Here are some of the most common questions I get on maps.

1. Do you do printing? Answer: No, I only do custom layered map files that can be edited. There is very little money in printing and most copy services like FedEx have large drum printers and laminators that can print the files fast and cheap while you wait.

2. What map projection do you use for your maps? Answer: For city, county, and local areas I use the state plane projection for that area of the state which shows way less distortion.

3. What layers are most commonly used on your maps? Answer: Roads(either detail or arterial depending on scale/size), water features including both line and polygon, municipal polygons and borders (including, state, county, city), park polygons, airports, military, U.S. Forests, National Parks, major schools and universities, major shopping centers/malls, and other large points of interest polygons.

4. What map size? Answer: Most maps are run at 30 x 30 inches in size. Some might be narrower do to the subject width. For example, a map of California would be made narrower since the state is tall and skinny. Custom size can be requested on any order.

5. Payment? Answer: I use PayPal for most map jobs. However, on some of the larger projects the we take company check, since it has to be invoiced for their accounting department.

6. File formats? Answer: I do most files in Adobe Illustrator native or Illustrator PDF formats. I can do other formats, but these can be converted to most any other format in Illustrator or Photoshop.

7. What is the map file size in megabytes? Answer: Most detail road map files are between 10-20 megabytes. Text is the biggest memory user with Illustrator, so a very large multi city or multi county map is usually done with just arterial roads and text.

8. How can I speed up the draw time in Adobe Illustrator? Answer: There are many things you can do to speed up re-draw times in Illustrator. First, turn off your thumbnail view in the layers menu, that is the biggest zap in draw times, since each icon thumbnail image has to redraw like a mini screen. Next, unlock all text layers, select ALL text, and move them left and than right with the arrow keys. This will reset annotation to their proper sizes. Some editors forget to do this before editing and text size errors can occur when they go to resize text. Next, turn off all layers you are not working on, especially text layers. And always convert to legacy fonts with older non-CS formatted files. The pre CS non-legacy fonts don’t edit well in CS and above versions.
Finally, if you are doing the same edits on each file, set-up a macro in actions to run the edits. And if you can run the actions in batch mode you will save hours in edit time.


## To do
Lines of the data that contain the word "name" are the ones to copy.

## Provided material
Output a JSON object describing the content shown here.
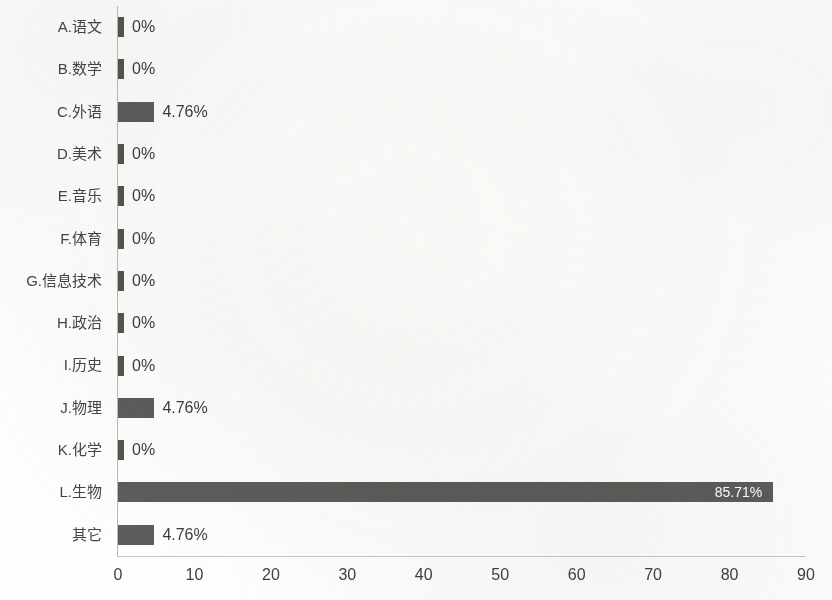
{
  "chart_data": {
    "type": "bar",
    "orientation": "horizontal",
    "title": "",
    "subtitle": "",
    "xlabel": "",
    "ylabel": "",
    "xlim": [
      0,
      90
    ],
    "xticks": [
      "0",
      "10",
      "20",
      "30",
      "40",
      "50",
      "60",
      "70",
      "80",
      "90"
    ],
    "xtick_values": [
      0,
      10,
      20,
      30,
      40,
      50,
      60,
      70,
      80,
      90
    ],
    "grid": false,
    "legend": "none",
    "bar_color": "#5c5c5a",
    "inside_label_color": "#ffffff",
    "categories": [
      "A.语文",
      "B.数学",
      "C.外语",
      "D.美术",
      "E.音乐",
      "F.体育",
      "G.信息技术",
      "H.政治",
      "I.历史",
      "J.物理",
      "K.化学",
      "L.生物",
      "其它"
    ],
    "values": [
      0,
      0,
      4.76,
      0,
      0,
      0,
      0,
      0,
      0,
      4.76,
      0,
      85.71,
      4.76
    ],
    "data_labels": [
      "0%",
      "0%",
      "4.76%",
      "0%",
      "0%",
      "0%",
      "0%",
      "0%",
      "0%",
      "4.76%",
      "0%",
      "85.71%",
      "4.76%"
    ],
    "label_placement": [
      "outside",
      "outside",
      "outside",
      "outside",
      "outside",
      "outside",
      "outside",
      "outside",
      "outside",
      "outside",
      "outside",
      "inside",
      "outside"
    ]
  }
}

...

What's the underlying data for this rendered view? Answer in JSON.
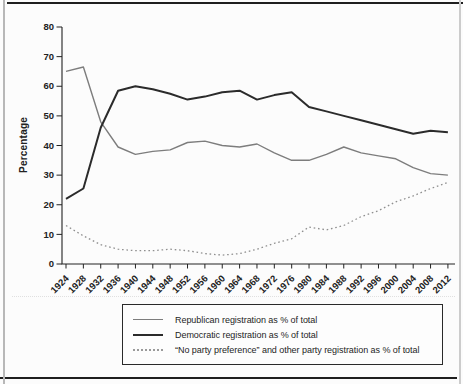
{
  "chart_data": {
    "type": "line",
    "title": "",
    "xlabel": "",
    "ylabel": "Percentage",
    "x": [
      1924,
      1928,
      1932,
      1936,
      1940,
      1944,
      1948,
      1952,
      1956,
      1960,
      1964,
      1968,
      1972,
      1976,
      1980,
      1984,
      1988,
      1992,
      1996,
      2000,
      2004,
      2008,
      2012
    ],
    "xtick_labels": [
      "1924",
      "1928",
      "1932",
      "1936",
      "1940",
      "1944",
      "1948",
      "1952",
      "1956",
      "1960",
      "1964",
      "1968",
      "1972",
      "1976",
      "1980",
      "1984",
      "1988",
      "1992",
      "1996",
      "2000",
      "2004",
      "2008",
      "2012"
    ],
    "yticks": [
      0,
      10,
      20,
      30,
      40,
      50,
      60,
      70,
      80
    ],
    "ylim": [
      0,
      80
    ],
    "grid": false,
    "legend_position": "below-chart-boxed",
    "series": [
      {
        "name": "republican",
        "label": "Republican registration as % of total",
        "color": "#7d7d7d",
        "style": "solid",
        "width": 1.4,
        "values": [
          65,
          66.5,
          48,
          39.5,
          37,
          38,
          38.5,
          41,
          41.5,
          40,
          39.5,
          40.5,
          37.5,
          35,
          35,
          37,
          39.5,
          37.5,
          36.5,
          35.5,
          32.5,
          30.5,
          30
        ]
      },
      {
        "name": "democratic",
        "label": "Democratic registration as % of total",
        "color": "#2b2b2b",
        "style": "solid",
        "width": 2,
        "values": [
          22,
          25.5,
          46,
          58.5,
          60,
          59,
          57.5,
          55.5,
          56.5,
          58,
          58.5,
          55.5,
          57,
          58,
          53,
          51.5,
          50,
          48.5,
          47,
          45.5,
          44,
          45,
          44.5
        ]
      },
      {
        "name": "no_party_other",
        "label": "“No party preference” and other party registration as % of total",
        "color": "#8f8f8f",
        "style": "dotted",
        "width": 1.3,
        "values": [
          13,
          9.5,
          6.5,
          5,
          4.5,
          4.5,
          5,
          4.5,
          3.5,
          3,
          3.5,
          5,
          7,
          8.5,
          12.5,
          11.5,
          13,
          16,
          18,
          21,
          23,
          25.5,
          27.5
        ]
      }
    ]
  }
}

## Exercise response
        "name": "republican",
        "name": "democratic",
        "name": "no_party_other",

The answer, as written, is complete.